The business sector is dazzlingly productive, but it also periodically blows up our financial system. Yet if we seek another model, one that emphasizes universal health care and educational opportunity, one that seeks to curb income inequality, we don’t have to turn to Sweden. Rather, look to the United States military. You see, when our armed forces are not firing missiles, they live by an astonishingly liberal ethos — and it works. The military helped lead the way in racial desegregation, ...
  1  notes

It is a completely socialist system, and a highly effective one with very positive results; however, we must remember that it is effective because its members give up liberty to join it.

03 JAN 2011 by ideonexus

 We Take Things for Truth When They Need to Be More Thorou...
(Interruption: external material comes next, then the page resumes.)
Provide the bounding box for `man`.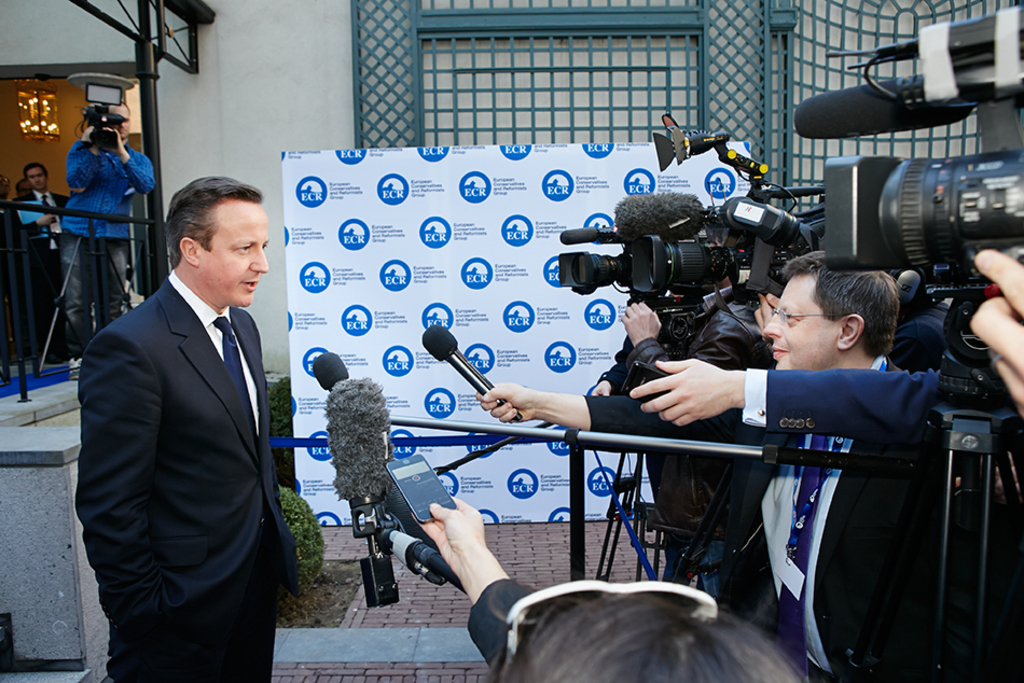
(left=12, top=162, right=64, bottom=362).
You see the problem fo obtaining facts from experience--it sounds very, very simple. You just try it and see. But man is a weak character and it turns out to be much more difficult than you think to just try it and see. For instance, you take education. Some guy comes along and he sees the way people teach mathematics. And he says, "I have a better idea. I'll make a toy computer and teach them with it." So he tries it with a group of chidlren, he hasn't got a lot of children, maybe somebody g...
Folksonomies: science pseudoscience
Folksonomies: science pseudoscience
  1  notes

Because one experimenter gets positive results from teaching children with computers, it does not follow that everyone should use them, the experimenter may have had enthusiasm for their use, which would skew the results.

01 JAN 2011 by ideonexus

 Publication Bias Produces a "Decline Effect"
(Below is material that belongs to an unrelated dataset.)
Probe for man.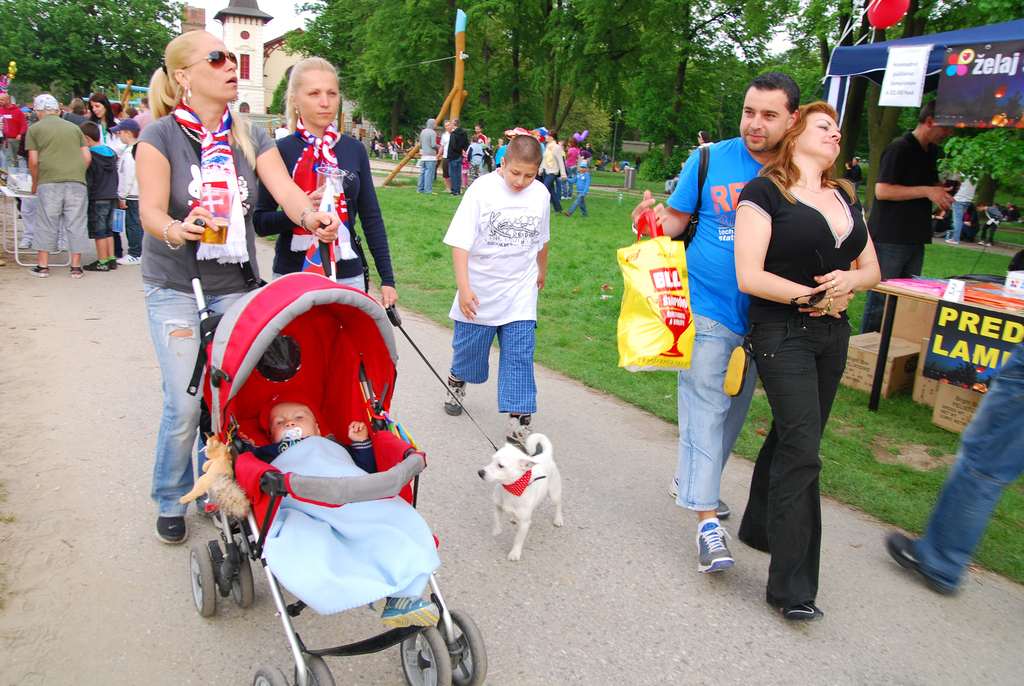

Jennions, similarly, argues that the decline effect is largely a product of publication bias, or the tendency of scientists and scientific journals to prefer positive data over null results, which is what happens when no effect is found. The bias was first identified by the statistician Theodore Sterling, in 1959, after he noticed that ninety-seven per cent of all published psychological studies with statistically significant data found the effect they were looking for. A “significant” result...
Folksonomies: research decline effect
Folksonomies: research decline effect
  1  notes

Because publications are biased towards positive results, when a phenomenon produced in earlier studies turns out not to be true, then later studies will increasingly have difficulty reproducing the results.